Maybe it's just me, but if you're going to lament a so-called gun death, the race of the deceased is of little matter. A life is a life and as all lives are generally equally precious, their race is irrelevant. I make exceptions for the worst among us, but that, too crosses any racial boundaries.
But apparently, a lot of people think it matters.
To be fair, if we were to somehow reduce gun-related deaths among the black community, we'd undermine a significant portion of those fatalities.
Yet there are a lot of misconceptions about those deaths.
When the subject of gun violence in Black communities comes up, what usually comes to mind are images of big-city streets and apartment housing — not rural communities.
But several studies show that the sharp rise in Black victims of gun-related deaths in recent decades is happening in rural areas and small towns, mostly in the Deep South. Since 2018, the data show, Black youth in rural areas have been dying from firearms as often as their urban peers.
OK, but what kind of "dying from firearms" are we talking about here?
There's a big difference between being killed in a drive-by in Compton and taking your own life in a rural Alabama trailer park, yet we also know that these are typically lumped together as "gun deaths," thus creating the illusion of a bigger problem with guns than there actually is.
The refusal to separate those into their correct categories is a major problem because each has its roots in a completely different pathology.
Of the 20 towns and cities with the highest rates of shootings, more than half were in the South, home to a majority of Black Americans. Between 2013 and 2024, studies show, the rate of gunshot victims in places like Alabama and Mississippi was six times higher than in cities like New York or Los Angeles.
Again, how many are homicides versus suicides, for one thing?
For another, let's also remember the way rates work. If you have a population of 100 people and there's one shooting death, that's a per capita rate of 1,000. It looks ridiculously high--it's why we look at trends and year-over-year rates to get a better picture of the issue, but it's still imperfect--but the issue isn't nearly as terrifying as it may seem.
While that's the closest we can get to measuring very different population sizes, it's an imperfect comparison for just those reasons.
David Hemenway, professor of health policy at Harvard University’s T.H. Chan School of Public Health, ties the violence directly to the nation’s embrace of guns and legislation protecting gun manufacturers.
“At the federal level, our gun laws are now much weaker than they were in 1999. We eliminated the assault weapons ban,” says David Hemenway, professor of health policy at Harvard University’s T.H. Chan School of Public Health. “We gave the gun industry incredible protections against lawsuits. I don’t know of any other industry that is so well protected against tort liability.”
It's really not a mystery why Harvard took a state college reject like David Hogg and made him an Ivy League guy, now is it?
First, let's gloss over the claim that gun laws are so much weaker than they were in 1999. I'm doing that because Cam already took down a similar claim last week and there's really not a lot of reason to retread the same ground.
But I do want to point out that the gun industry's "incredible protections against lawsuits" really is nothing more than an attempt to shield them from being blamed for what third parties do with their products.
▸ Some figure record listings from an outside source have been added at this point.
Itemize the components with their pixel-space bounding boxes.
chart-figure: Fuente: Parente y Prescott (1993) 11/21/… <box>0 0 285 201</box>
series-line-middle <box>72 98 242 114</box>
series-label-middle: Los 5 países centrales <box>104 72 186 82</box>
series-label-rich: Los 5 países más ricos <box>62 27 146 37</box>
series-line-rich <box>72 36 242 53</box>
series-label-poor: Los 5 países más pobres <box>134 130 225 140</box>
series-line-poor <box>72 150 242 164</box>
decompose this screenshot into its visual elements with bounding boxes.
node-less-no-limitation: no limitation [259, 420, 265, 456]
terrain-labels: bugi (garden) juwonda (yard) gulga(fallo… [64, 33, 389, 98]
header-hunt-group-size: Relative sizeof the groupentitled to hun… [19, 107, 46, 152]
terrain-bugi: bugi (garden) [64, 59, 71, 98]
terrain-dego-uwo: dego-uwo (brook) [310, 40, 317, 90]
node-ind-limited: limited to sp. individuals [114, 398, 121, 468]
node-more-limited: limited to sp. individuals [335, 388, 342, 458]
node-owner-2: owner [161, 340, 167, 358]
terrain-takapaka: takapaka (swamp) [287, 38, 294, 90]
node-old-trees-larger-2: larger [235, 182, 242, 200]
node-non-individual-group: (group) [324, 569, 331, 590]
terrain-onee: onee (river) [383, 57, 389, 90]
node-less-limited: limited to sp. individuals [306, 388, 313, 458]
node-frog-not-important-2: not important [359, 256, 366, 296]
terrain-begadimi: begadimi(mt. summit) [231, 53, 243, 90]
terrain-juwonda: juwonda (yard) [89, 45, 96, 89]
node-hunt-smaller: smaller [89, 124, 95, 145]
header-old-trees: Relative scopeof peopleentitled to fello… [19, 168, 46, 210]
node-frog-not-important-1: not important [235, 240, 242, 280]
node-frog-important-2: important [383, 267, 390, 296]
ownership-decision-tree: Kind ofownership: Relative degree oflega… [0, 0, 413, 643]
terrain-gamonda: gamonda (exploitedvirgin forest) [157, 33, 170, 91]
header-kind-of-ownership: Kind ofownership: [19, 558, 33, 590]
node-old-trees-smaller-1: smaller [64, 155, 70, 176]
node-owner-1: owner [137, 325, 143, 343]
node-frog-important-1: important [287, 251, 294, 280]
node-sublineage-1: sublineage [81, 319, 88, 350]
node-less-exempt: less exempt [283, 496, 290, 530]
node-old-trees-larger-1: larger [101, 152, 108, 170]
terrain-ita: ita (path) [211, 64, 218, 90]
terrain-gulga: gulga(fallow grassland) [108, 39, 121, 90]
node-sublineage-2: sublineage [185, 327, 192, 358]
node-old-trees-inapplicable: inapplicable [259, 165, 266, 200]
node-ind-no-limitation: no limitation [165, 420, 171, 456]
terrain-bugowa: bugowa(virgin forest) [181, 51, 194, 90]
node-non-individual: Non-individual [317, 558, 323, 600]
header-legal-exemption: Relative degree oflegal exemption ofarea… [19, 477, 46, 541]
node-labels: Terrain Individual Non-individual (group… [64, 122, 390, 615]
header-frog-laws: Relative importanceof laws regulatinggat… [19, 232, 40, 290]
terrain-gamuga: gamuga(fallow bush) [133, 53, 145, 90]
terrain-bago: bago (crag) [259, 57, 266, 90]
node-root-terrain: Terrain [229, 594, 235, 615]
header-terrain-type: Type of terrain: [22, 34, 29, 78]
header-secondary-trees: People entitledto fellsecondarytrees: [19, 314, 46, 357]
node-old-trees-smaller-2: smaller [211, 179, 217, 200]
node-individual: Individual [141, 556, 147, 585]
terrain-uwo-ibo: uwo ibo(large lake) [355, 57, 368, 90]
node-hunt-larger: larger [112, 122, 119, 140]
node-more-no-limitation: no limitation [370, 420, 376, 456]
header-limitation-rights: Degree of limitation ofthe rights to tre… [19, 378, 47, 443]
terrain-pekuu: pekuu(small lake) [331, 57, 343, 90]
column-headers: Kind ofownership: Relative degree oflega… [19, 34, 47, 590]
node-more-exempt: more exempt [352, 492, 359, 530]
If they break the law, they can be sued. If they screw up in the manufacturing of a firearm, they can be sued. If some two-bit punk shoots up his neighborhood with their product but they had nothing to do with it, they can't be sued.
Trust me, if you started trying to sue Ford and Toyota for the actions of drunk drivers, you'd see similar legislation proposed eventually protecting them from stupid lawsuits.
How is that difficult to comprehend?
Research has tied high rates of rural gun violence to a range of factors, from lack of opportunity to lax gun laws. But Black residents have also seen their communities slowly disappear, adding to a sense of hopelessness.
“High rates of violence are often a symptom of a larger root cause, and I always go back to economic development,” Stacy Grundy, a public health practitioner who has studied rural communities, told The Trace, a nonprofit news website reporting on gun violence. “Most of the kids who are interested in college move away and do not return because there is not an industry to return to, and the economic opportunities for the young people who stay are now foregone.”
Firearm injuries, including homicides, suicides, and unintentional injuries, were the leading cause of death among children and teens ages one to 19 in 2020 and 2021, according to the Centers for Disease Control. And a disproportionate number of those youths were Black.
Now, economic development may well play a role. The link between poverty and violence has long been established, though I'm starting to become less convinced that poverty causes violence. It's possible the reason some people are violent are the same pathologies that lead them to be in poverty.
But now we have the canard about guns being the leading cause of death among children. It's not. Again, they omit children under one--who are most definitely children--and include legal adults aged 18 and 19. Those are also the ages when people are most likely to be involved in gang culture, violent crime, getting into altercations absent other criminal actions, and a host of other things.
Including them has always been another statistical trick to create an issue where there isn't one.
And again, this particular data point doesn't separate homicides from suicides.
Look, I'm not saying we shouldn't address the issue, but this isn't about addressing the issue. This is a push to restrict guns in places where people don't have an interest in restricting guns. This is about making guns look like the problem without having to acknowledge that gun control has failed pretty much everywhere.